The difference between "today's task" and "accretive work"

(pluralistic.net)

23 points | by hn_acker 5 days ago

4 comments

  • onion2k 34 minutes ago
    There's a 'joke' that goes around occasionally that has some truth to it: "Excel is the world's most popular programming language." Occasionally it's 'Excel macros' or 'VBA' instead of just Excel.[1]

    The core truth of it is that a massive amount, possibly most, of the world's software is not a carefully hand-crafted application in that lives in Github written by expert software developers. It's a heap of Excel functions in an XSLX file, with no tests, no source control, no PRs, and no real planning behind it. And it works for that one specific task that the person who built it needed at the time.

    AI vibe-coding is probably filling in the middle-ground between that stuff and 'real' code - it does more than just building somehting to complete today's task, and it is accretive in the sense that someone can build on top of it, but it doesn't really look that way to someone used to working on 'proper' software.

    [1] Further reading if you're interested - https://news.ycombinator.com/item?id=27048672

    • wseqyrku 10 minutes ago
      > AI vibe-coding is probably filling in the middle-ground [..] and it is accretive in the sense that someone can build on top of it

      To me 'accretive work' means something you do at a lower level than your task at hand which by itself doesn't count progress, but rather lay the groundwork for it so it's compounding from there on. AI has nothing to do with this.

  • datadrivenangel 1 hour ago
    "There's plenty of space for "disposable and single use software." Sure, to a trained software engineer, this might be "bad code" but doing today's task has value, even if the code that performs that task isn't "accretive.""

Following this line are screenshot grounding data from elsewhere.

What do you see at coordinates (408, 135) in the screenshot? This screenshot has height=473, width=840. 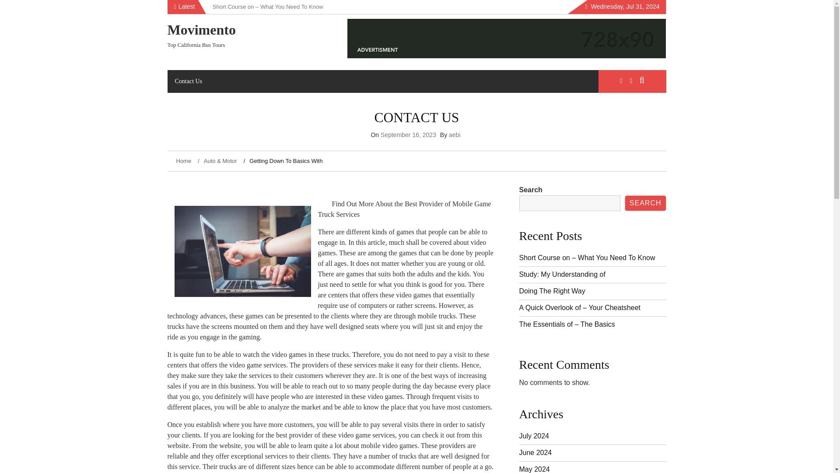 I see `September 16, 2023` at bounding box center [408, 135]. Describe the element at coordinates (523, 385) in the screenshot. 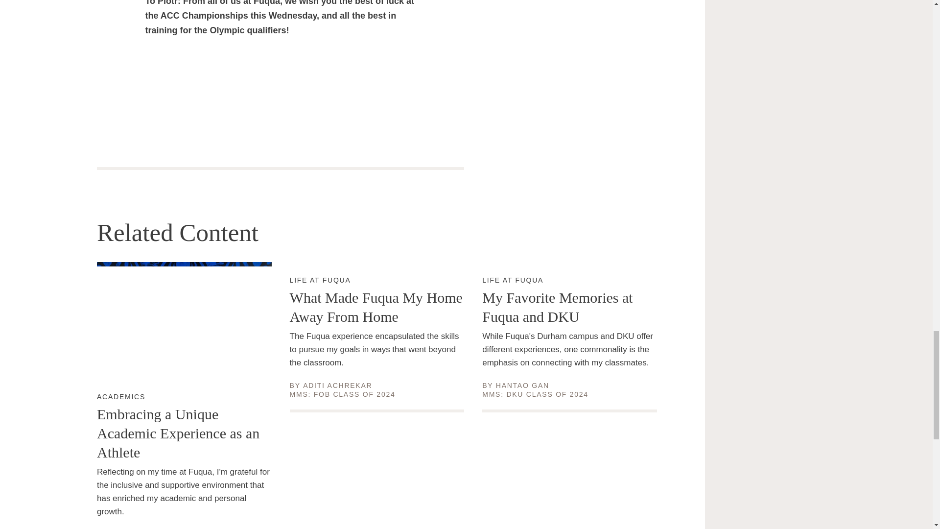

I see `My Favorite Memories at Fuqua and DKU` at that location.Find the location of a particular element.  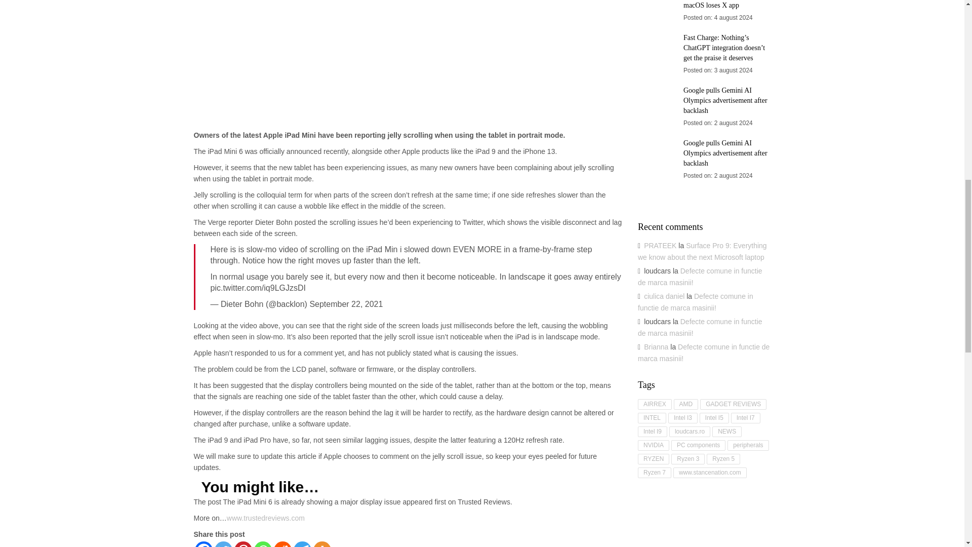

    Grant me the serenity to accept the bad code i shouldn't fix, the courage to change the code I can, and the wisdom to know the difference.

  • kazinator 1 hour ago
    It could be that this person has something profound to say, but ... it's about AI. Sigh and swipe left.
    • wseqyrku 34 minutes ago
      So many of the articles I've read are like this—some of them feel as though AI gets mentioned out of the blue. I think you need to separate the wheat from the chaff. The ideas are still good, the author is just distracted.
    • petesergeant 6 minutes ago
      That feels overly reductive
    • scubbo 36 minutes ago
      Even if they're saying something bad about it?
  • protocolture 57 minutes ago
    Guys really pushing to remain relevant with the reverse centaurs shtick.
    • petesergeant 7 minutes ago
      First time I’ve heard it as a phrase, and it seems to be a useful label. What’s annoying you about it?
    • Terr_ 37 minutes ago
      Since when did the distinction between use-cases stop being relevant?
      • protocolture 8 minutes ago
        There might be some relevance to the term reverse centaurs. I dont know if I buy it but it might take off as useful terminology.

        A blog post loosely summarized as "HEY REMEMBER WHEN I COINED THAT TERM HERE ARE THE LINKS TO ALL THE TIMES I USED THE TERM AND HERES A NEW ANECODOTE ABOUT THE TERM" screams that its trying to force the use, and therefore the posters relevance.

    • simianwords 30 minutes ago
      Guy is not just annoying but flat out wrong again and again. But he speaks the language many want to hear.